Let’s note again that the fiftieth anniversary restoration of Jean-Marie Straub and Danièle Huillet’s Chronicle of Anna Magdalena Bach is screening at the Quad Cinema through Thursday. It’s the “strangest and most uncompromising of all musician biopics,” disregarding “most conventions of costume drama to ask some very human questions about history, what it takes to be an artist, and what movies can tell us about ourselves,” writes Ignatiy Vishnevetsky at the A.V. Club. In the Village Voice,Alan Scherstuhl adds that it’s “committed to nothing less than situating us in the audience that first heard the most gorgeous music the world has ever known.” More from Ela Bittencourt (Hyperallergic), Steve Erickson (Kinoscope), and again, Critics Round Up.

Los Angeles. Olafur Eliasson’s site-specific installation at the Marciano Art Foundation, Reality Projector, on view until August, “is built around highly saturated color produced by shining intense beams of pure white light through monochrome gels,” writes Christopher Knight for the Los Angeles Times. “Essentially derived from the film process known as Technicolor, a movie staple launched in rudimentary form a century ago and honed to a fine edge after World War II, the installation resonates against its Hollywood context. Eliasson has deconstructed the process into something new and exhilarating.”

Janelle Zara talks with Eliasson for the Guardian: “I’m very excited about presenting the most minimal film in the context of the Oscar hullaballoo. The idea is that by dematerializing the work, removing the conventional painting or sculpture, the work is all about the experience.”

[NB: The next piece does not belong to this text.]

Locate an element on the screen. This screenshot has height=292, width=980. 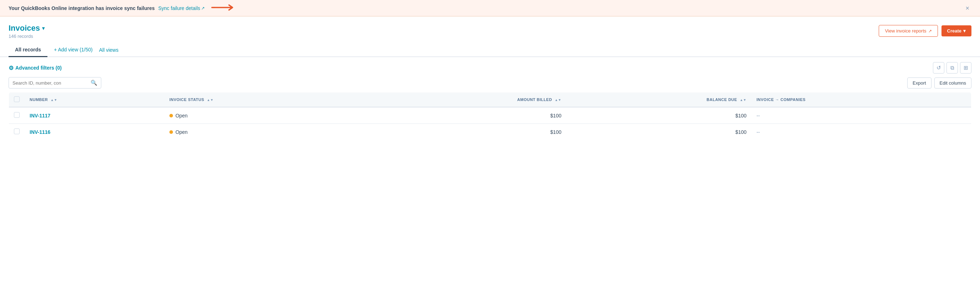
amount-sort-icon: ▲▼ is located at coordinates (558, 100).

Chicago. In this week’s Cine-List, you’ll find previews of work screening in and around town by Jon Jost, João Moreira Salles, Basma Alsharif, Zeinabu irene Davis, Kelly Reichardt, Jean-Pierre Melville, and more.

Toronto. “Since its premiere thirty-five years ago,” writes Craig Caron, “Tony Scott’s chi-chi vampire movie The Hunger has defied any sort of critical consensus, yet both its harshest critics and most ardent defenders agree on its best quality—namely its bewitching trio of stars, Susan Sarandon, Catherine Deneuve, and David Bowie.” TIFF presents The Hunger tonight; Caron traces the evolution of Bowie’s onscreen personae.

In the Works

Reese Witherspoon and Kerry Washington are teaming up “to topline and executive produce a limited series based on a bestselling book, Celeste Ng’s Little Fires Everywhere,” reports Deadline’s Nellie Andreeva. “The novel is about two families living in 1990s Shaker Heights [in Ohio] who are brought together through their children.”

The Hunger Games screenwriter Peter Craig is ready to dabble in one of the properties that inspired it,” writes the Hollywood Reporter’s Aaron Couch. A remake of Logan’s Run (1976) “has long been in development, with X-Men: Dark Phoenix director Simon Kinberg set to helm back in 2015,” and now Craig’s been hired to write it.

Listening

First off, big congratulations to Alicia Malone, who, along with Dave Karger, joins Ben Mankiewicz as a permanent host on Turner Classic Movies. Even better, Malone will remain a host on FilmStruck—and its podcast. On the latest episode (41’21”), Malone and Mankiewicz talk about the Hollywood classics that have just been added to FilmStruck before Malone discusses the work of Jane Campion with Holly Hunter. Malone then talks about Annihilation with writer and director Alex Garland.